Trouble starts approximately one instant after Lasley steps off the plane in Scotland. She notices a man at the airport, pale and compact with freckles across the bridge of his nose. He lugs the telltale kit bag of the oil worker. “I’m looking for men like you,” Lasley says, sizing him up as a prime interview subject. The man, who turns out to be the lucky future recipient of her selfies, refuses to give her his phone number, citing the fact that he is married. But he finds a way to meet up with her anyway, and they’re soon drinking, and chemical signals are exchanged. The chapter ends with a hotel room scene that would be rated TV-MA for “strong sexual content” if it appeared on Netflix.

What was meant to be one sort of book — a systematic inquiry into the extraction of oil — zags for a time into a predictably doomed romance. Caden, at 30, is four years younger than the author, but he is also more fully equipped with the accessories of adulthood: wife, children, steady job and, inexplicably, eight televisions. The two fall in love and, to Lasley’s surprise, Caden offers to leave his wife, in a suggestion that arrives via text message:

“What do u think about us being properly together???”

To which Lasley writes back: “Ok.”

I dare you to conceive of a scenario less romantic. (Food poisoning? Cleaning the litter box?) Almost as quickly as the affair begins, it crumples under the weight of divorce logistics. What appeared to be a simple math equation (man plus woman minus inconvenient wife equals happiness) becomes one of those fiendish LSAT logic questions. Rather than pick up his solving pen, Caden dumps the author and returns to his wife. Which is when the book finally gets good.

Whatever alleged charms Caden might have had in real life, he comes across on the page as a preening dummy — a leaver of slurred voice mail messages, a teller of obvious fibs and a person whose hobbies are limited to shopping and complaining. With him out of the way, Lasley returns to her initial obsession: grilling plumbers, scaffolders and platers about their jobs. Some work on drill rigs — the mobile units designed to actually drill wells — and others work on platforms, which are set over the wells to extract and process oil.

They tell her about occupational hazards large and small. The small hazards pertain to the realities of squeezing dozens of men into remote enclosed spaces. To prevent feuds and bickering, each man must observe a hundred microscopic courtesies over the course of his day: leaving the toilet seat unmarked, wiping the grime of his stubble from a sink basin after shaving, tactfully scheduling moments of privacy in shared cabins.

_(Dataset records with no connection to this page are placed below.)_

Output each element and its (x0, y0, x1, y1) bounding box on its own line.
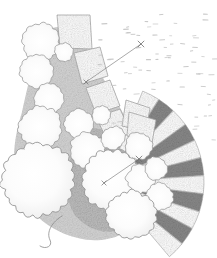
canopy-outline (92, 105, 111, 125)
tree-canopy (92, 105, 111, 125)
tree-canopy (54, 42, 73, 61)
landscape-plan-canvas (0, 0, 217, 258)
canopy-outline (54, 42, 73, 61)
plan-drawing (0, 0, 217, 258)
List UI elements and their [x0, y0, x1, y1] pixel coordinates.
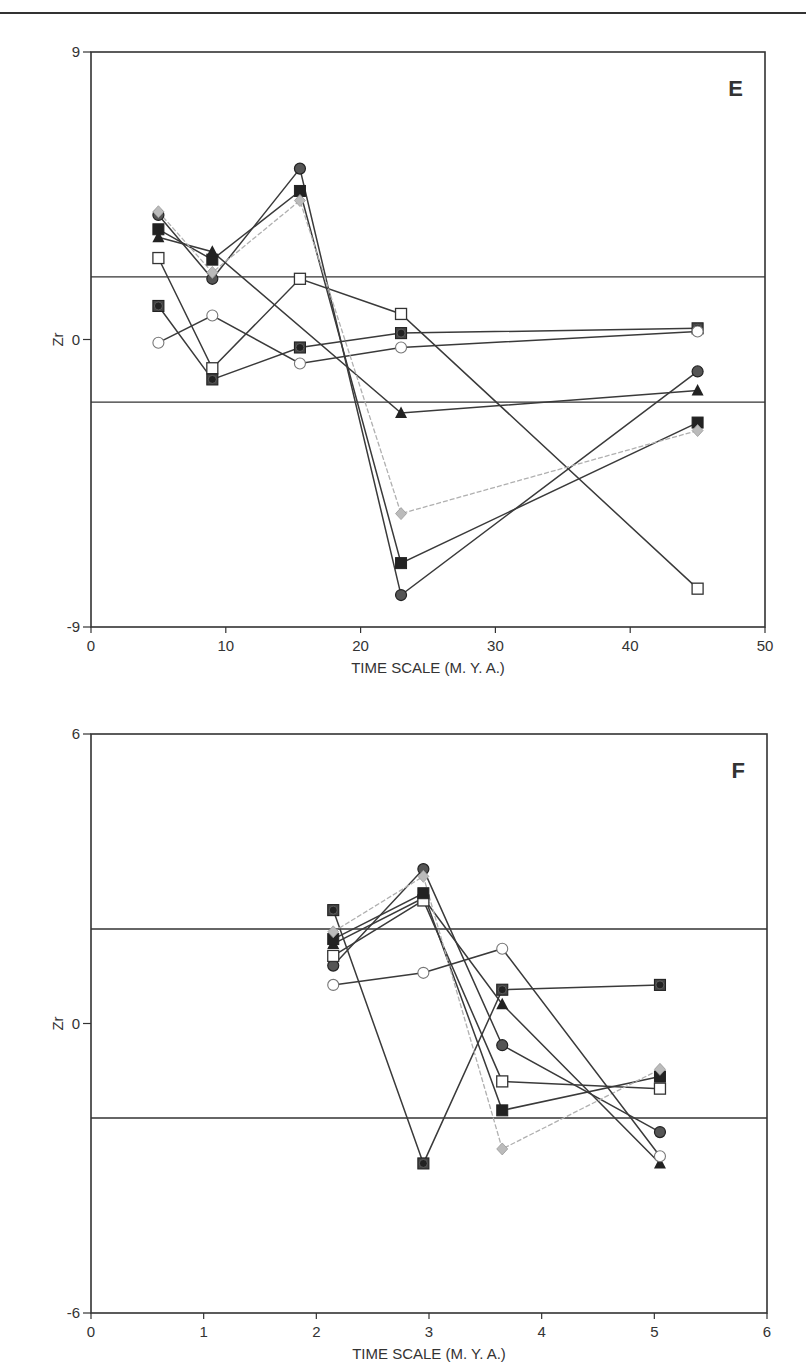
marker-open-circle [497, 943, 508, 954]
series-line-filled-triangle [333, 898, 660, 1163]
marker-filled-square [418, 888, 429, 899]
marker-open-square [396, 308, 407, 319]
series-line-square-with-circle [158, 306, 697, 379]
x-tick-label: 30 [487, 637, 504, 654]
series-line-open-circle [333, 949, 660, 1156]
y-tick-label: -9 [67, 618, 80, 635]
marker-square-with-circle [207, 374, 218, 385]
y-tick-label: 0 [72, 331, 80, 348]
x-tick-label: 20 [352, 637, 369, 654]
series-line-filled-square [158, 191, 697, 563]
x-axis-label: TIME SCALE (M. Y. A.) [351, 659, 505, 676]
marker-square-with-circle [396, 328, 407, 339]
marker-square-with-circle [153, 300, 164, 311]
marker-open-square [153, 253, 164, 264]
panel-label: E [728, 76, 743, 101]
x-tick-label: 4 [537, 1323, 545, 1340]
marker-open-circle [654, 1151, 665, 1162]
series-line-open-square [158, 258, 697, 589]
marker-square-with-circle [418, 1158, 429, 1169]
marker-square-with-circle [654, 979, 665, 990]
marker-open-square [654, 1083, 665, 1094]
marker-filled-circle [692, 366, 703, 377]
x-tick-label: 2 [312, 1323, 320, 1340]
marker-square-with-circle [497, 984, 508, 995]
marker-open-circle [692, 326, 703, 337]
x-tick-label: 50 [757, 637, 774, 654]
marker-filled-circle [497, 1040, 508, 1051]
x-tick-label: 6 [763, 1323, 771, 1340]
y-tick-label: 0 [72, 1015, 80, 1032]
x-tick-label: 3 [425, 1323, 433, 1340]
marker-open-circle [396, 342, 407, 353]
y-tick-label: 6 [72, 725, 80, 742]
marker-open-square [328, 950, 339, 961]
x-axis-label: TIME SCALE (M. Y. A.) [352, 1345, 506, 1362]
marker-square-with-circle [328, 905, 339, 916]
plot-frame [91, 734, 767, 1313]
marker-open-square [497, 1076, 508, 1087]
marker-open-square [692, 583, 703, 594]
chart-e-svg: 0102030405090-9TIME SCALE (M. Y. A.)ZrE [0, 0, 806, 690]
marker-filled-triangle [692, 384, 704, 396]
x-tick-label: 0 [87, 1323, 95, 1340]
marker-gray-diamond [396, 508, 407, 520]
series-line-filled-circle [158, 169, 697, 595]
chart-panel-e: 0102030405090-9TIME SCALE (M. Y. A.)ZrE [0, 0, 806, 690]
marker-open-circle [153, 337, 164, 348]
x-tick-label: 40 [622, 637, 639, 654]
marker-filled-square [497, 1105, 508, 1116]
series-line-filled-triangle [158, 237, 697, 413]
marker-gray-diamond [497, 1143, 508, 1155]
y-axis-label: Zr [49, 332, 66, 346]
marker-open-circle [207, 310, 218, 321]
marker-open-square [294, 273, 305, 284]
marker-filled-square [396, 558, 407, 569]
y-tick-label: -6 [67, 1304, 80, 1321]
chart-panel-f: 012345660-6TIME SCALE (M. Y. A.)ZrF [0, 690, 806, 1372]
chart-f-svg: 012345660-6TIME SCALE (M. Y. A.)ZrF [0, 690, 806, 1372]
panel-label: F [732, 758, 745, 783]
series-line-gray-diamond [158, 201, 697, 514]
x-tick-label: 1 [199, 1323, 207, 1340]
marker-square-with-circle [294, 342, 305, 353]
marker-filled-circle [294, 163, 305, 174]
x-tick-label: 10 [217, 637, 234, 654]
y-axis-label: Zr [49, 1016, 66, 1030]
marker-open-circle [328, 979, 339, 990]
x-tick-label: 0 [87, 637, 95, 654]
marker-open-square [207, 363, 218, 374]
y-tick-label: 9 [72, 43, 80, 60]
x-tick-label: 5 [650, 1323, 658, 1340]
marker-filled-circle [396, 590, 407, 601]
marker-filled-circle [654, 1127, 665, 1138]
marker-open-circle [294, 358, 305, 369]
marker-open-circle [418, 967, 429, 978]
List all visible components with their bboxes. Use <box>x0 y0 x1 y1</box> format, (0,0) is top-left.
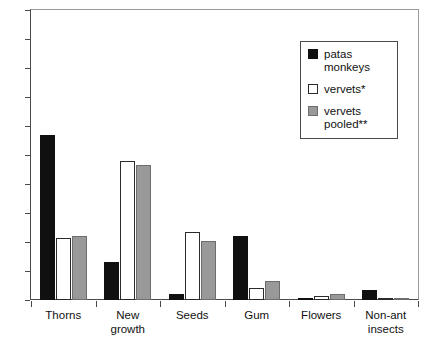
x-axis: ThornsNewgrowthSeedsGumFlowersNon-antins… <box>31 301 418 341</box>
bar-group <box>96 10 161 300</box>
y-tick-mark <box>25 300 30 301</box>
y-tick-mark <box>25 155 30 156</box>
bar <box>362 290 377 300</box>
x-tick-label-line: Gum <box>225 309 290 323</box>
bar <box>330 294 345 300</box>
x-tick-label-line: Flowers <box>289 309 354 323</box>
legend-item[interactable]: vervets* <box>308 83 390 96</box>
x-tick-mark <box>96 301 97 307</box>
x-tick-label-line: growth <box>96 323 161 337</box>
bar-group <box>160 10 225 300</box>
y-tick-mark <box>25 126 30 127</box>
x-tick-label: Newgrowth <box>96 309 161 336</box>
legend-item[interactable]: patas monkeys <box>308 48 390 74</box>
bar <box>40 135 55 300</box>
y-tick-mark <box>25 184 30 185</box>
bar <box>201 241 216 300</box>
legend-item[interactable]: vervets pooled** <box>308 105 390 131</box>
y-tick-mark <box>25 271 30 272</box>
x-tick-mark <box>31 301 32 307</box>
x-tick-label-line: New <box>96 309 161 323</box>
x-tick-mark <box>160 301 161 307</box>
x-tick-label: Non-antinsects <box>354 309 419 336</box>
bar <box>72 236 87 300</box>
x-tick-label: Seeds <box>160 309 225 323</box>
bar-group <box>31 10 96 300</box>
bar <box>298 298 313 300</box>
x-tick-label: Gum <box>225 309 290 323</box>
bar <box>233 236 248 300</box>
y-tick-mark <box>25 10 30 11</box>
x-tick-label: Flowers <box>289 309 354 323</box>
x-tick-label-line: insects <box>354 323 419 337</box>
bar-group <box>225 10 290 300</box>
x-tick-mark <box>354 301 355 307</box>
black-filled-square-icon <box>308 49 318 59</box>
legend-item-label: patas monkeys <box>324 48 390 74</box>
bar <box>136 165 151 300</box>
bar <box>314 296 329 300</box>
legend-item-label: vervets pooled** <box>324 105 390 131</box>
x-tick-label: Thorns <box>31 309 96 323</box>
white-square-icon <box>308 84 318 94</box>
bar <box>169 294 184 300</box>
legend-item-label: vervets* <box>324 83 366 96</box>
y-tick-mark <box>25 213 30 214</box>
bar <box>185 232 200 300</box>
bar <box>378 298 393 300</box>
bar <box>104 262 119 300</box>
x-tick-mark <box>418 301 419 307</box>
bar <box>120 161 135 300</box>
y-tick-mark <box>25 68 30 69</box>
bar <box>265 281 280 300</box>
x-tick-mark <box>225 301 226 307</box>
x-tick-label-line: Thorns <box>31 309 96 323</box>
chart-legend: patas monkeysvervets*vervets pooled** <box>300 41 398 139</box>
x-tick-label-line: Seeds <box>160 309 225 323</box>
gray-filled-square-icon <box>308 106 318 116</box>
x-tick-mark <box>289 301 290 307</box>
x-tick-label-line: Non-ant <box>354 309 419 323</box>
bar <box>249 288 264 300</box>
bar <box>56 238 71 300</box>
bar-chart: 0102030405060708090100 ThornsNewgrowthSe… <box>0 0 430 341</box>
y-axis: 0102030405060708090100 <box>0 0 30 341</box>
y-tick-mark <box>25 242 30 243</box>
bar <box>394 298 409 300</box>
y-tick-mark <box>25 97 30 98</box>
y-tick-mark <box>25 39 30 40</box>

The major hazards stem from the tension between production and compliance. Companies are expected to deliver specific amounts of oil and gas to the grid, and failure to do so incurs penalties. Since maintenance slows production, safety hazards tend to be opportunistically overlooked. There are countless ways to die on duty. A person could be asphyxiated by odorless liquid hydrocarbon, or he could plummet seaward in a chopper crash, or he could grow despondent from the job’s rigors, fill his pockets with wrenches and take a leap off the side of a vessel.

Lasley is a gifted interlocutor, teasing out startling confessions (one of her 103 interviewees confesses to a murder) and insights about the cliques, fights and hierarchies of a dangerous vocation. The book’s hybrid of ethnography, journalism and disclosure might have been disastrous in the hands of someone without Lasley’s candor and style. Instead, “Sea State” accomplishes what many memoirs do not: It organizes a messy life with a clear vision.